Because of my experience with my dad’s death I was eager to join a chevra kadisha, and in the fall of my first year of rabbinical school I found myself participating in my first tahara. In the tahara room we unzipped the white body bag, tended to the deceased woman’s wounds, including various openings and protrusions for medical equipment. I held her foot and gently but thoroughly rubbed away at her pink toenail polish. Only half-painted, her nails were evidence of a time when painting toenails was possible and a more recent time when it was not. 

The deceased was just a few years younger than my mom, and the two also shared similar facial features. When the work became difficult, the women of the chevra kadisha spontaneously began to hum the melody of B’shem Hashem, and at the end of the evening we sang the words together. The song created a loving container to hold us and the deceased in our work. I recalled the nights when I would sit in my mom’s dark bedroom, singing the same words to her before bed. I couldn’t help but imagine my mom on that cold table, the breath of life caught in her throat. 

That night, I had trouble sleeping. I lay in bed picturing the deceased, her face so similar to my mom’s. I imagined my mother’s body, a naked body deeply familiar to me after years of showering and dressing her. As I drifted to sleep, I saw her body on the table and imagined how I would care for her in her death. 
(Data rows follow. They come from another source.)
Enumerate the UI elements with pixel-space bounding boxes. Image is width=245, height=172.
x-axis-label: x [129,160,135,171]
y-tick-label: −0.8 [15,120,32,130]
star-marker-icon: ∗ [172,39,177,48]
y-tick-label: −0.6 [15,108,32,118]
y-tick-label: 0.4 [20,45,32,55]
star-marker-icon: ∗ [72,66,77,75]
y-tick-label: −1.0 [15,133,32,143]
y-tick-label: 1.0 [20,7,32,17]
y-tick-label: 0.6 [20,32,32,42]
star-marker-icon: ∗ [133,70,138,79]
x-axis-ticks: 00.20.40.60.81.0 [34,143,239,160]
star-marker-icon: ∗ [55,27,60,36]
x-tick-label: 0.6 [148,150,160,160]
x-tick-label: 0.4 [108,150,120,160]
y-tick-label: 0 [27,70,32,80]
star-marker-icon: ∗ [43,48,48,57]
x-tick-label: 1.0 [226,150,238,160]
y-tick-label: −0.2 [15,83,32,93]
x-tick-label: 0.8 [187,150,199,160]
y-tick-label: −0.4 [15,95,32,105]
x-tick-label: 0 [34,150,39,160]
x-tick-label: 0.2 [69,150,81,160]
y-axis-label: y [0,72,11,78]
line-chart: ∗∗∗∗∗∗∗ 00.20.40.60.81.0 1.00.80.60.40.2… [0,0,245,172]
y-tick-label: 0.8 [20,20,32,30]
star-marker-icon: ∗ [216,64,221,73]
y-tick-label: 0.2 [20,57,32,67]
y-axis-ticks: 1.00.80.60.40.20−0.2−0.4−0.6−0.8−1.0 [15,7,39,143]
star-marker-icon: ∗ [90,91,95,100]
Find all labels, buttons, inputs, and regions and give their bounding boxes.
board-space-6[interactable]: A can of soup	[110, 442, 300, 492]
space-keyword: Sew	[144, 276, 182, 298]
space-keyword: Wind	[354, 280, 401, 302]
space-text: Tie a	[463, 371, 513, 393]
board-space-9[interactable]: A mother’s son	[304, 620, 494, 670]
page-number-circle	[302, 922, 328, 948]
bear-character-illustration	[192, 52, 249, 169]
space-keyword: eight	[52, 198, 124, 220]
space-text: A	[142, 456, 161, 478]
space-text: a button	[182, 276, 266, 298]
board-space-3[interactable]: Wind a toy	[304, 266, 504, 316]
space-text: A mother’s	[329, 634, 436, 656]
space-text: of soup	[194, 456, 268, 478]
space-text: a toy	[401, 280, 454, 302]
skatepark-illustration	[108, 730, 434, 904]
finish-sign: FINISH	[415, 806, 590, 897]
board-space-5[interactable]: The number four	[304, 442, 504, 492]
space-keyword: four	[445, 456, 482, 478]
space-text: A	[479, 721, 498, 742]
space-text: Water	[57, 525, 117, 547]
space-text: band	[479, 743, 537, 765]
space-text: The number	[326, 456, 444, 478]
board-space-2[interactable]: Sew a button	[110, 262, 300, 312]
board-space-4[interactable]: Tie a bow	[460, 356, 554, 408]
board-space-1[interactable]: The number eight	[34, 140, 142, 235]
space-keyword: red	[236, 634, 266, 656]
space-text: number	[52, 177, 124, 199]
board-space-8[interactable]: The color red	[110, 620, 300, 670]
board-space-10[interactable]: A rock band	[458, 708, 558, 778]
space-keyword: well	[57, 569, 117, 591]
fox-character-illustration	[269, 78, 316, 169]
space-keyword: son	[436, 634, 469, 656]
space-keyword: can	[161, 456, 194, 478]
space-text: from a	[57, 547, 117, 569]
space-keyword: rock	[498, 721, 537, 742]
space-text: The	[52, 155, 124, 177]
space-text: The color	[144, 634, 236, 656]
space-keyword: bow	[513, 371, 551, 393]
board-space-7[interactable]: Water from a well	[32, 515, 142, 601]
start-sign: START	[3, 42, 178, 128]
As I continued to assist in performing taharot, I learned that when I was unsure how to be useful, I could simply lay my hand on the deceased, perhaps on an ankle or arm, and send her some love. I began to understand as a “young” person who had spent limited time with the dead and dying, how intimacy, not only with the process of death, but with its physicality—our cold, lonely bodies—opens the heart. It matures something undeveloped in me, points to places where I still need to grow.

A year after my first taharah, my mom died. She had lived with dementia for the previous ten years, although she remained essentially herself. On the day she died, I managed to arrive home just a few hours later. That afternoon, Edna, another friend and I performed a modified taharah on my mom as she began to transition out of this world. Despite my limited training with the chevra kadisha I was able to act as a wholly capable leader for mom’s taharah, gifting her and myself a final chance to be there for each other. As I tied the sash of her orange dress in a traditional knot whose shape spells the name of God, I sang B’shem Hashem to her for the last time. 

In the name of the Divine, the God of Israel

Michael on my right, Gavriel on my left

Uriel before me, behind me Rafael

And above my head, the Divine presence of God

Sometimes when I lie in bed waiting for sleep, I feel the weight of my loneliness. I feel the emptiness where I wish my dad existed, the hole that my mom fell into. These voids inside me press against my chest, seeking release. I remember the last time I had the chance to care for my mom during her taharah. I recall the nights when I tucked my mom in at bedtime, and also the nights when I did the same for my dad. Now, in the still darkness of the present, I tuck them in, first my dad and then my mom. I sing to each of them the protective spell of B’shem Hashem. Then I allow them to do the same for me, letting myself forget for just a moment that I don’t believe in angels.

Giulia Fleishman is a third year rabbinical student at Hebrew College.  She serves as an active member of the Community Hevra Kadisha of Greater Boston, a soferet and lover of the natural world

2 thoughts on “Angel Songs: A Daughter’s Journey to Jewish Death Rituals

  1. Im a end of life doula, a nurse since 1980 and was with many,many people that passed including my own mom. I alwas and still do see and feel it as an honor. I married a Jewish man in 2012 and try to learn about the jewish faith. I read your piece with tearing eye’s. Thank you for sharing.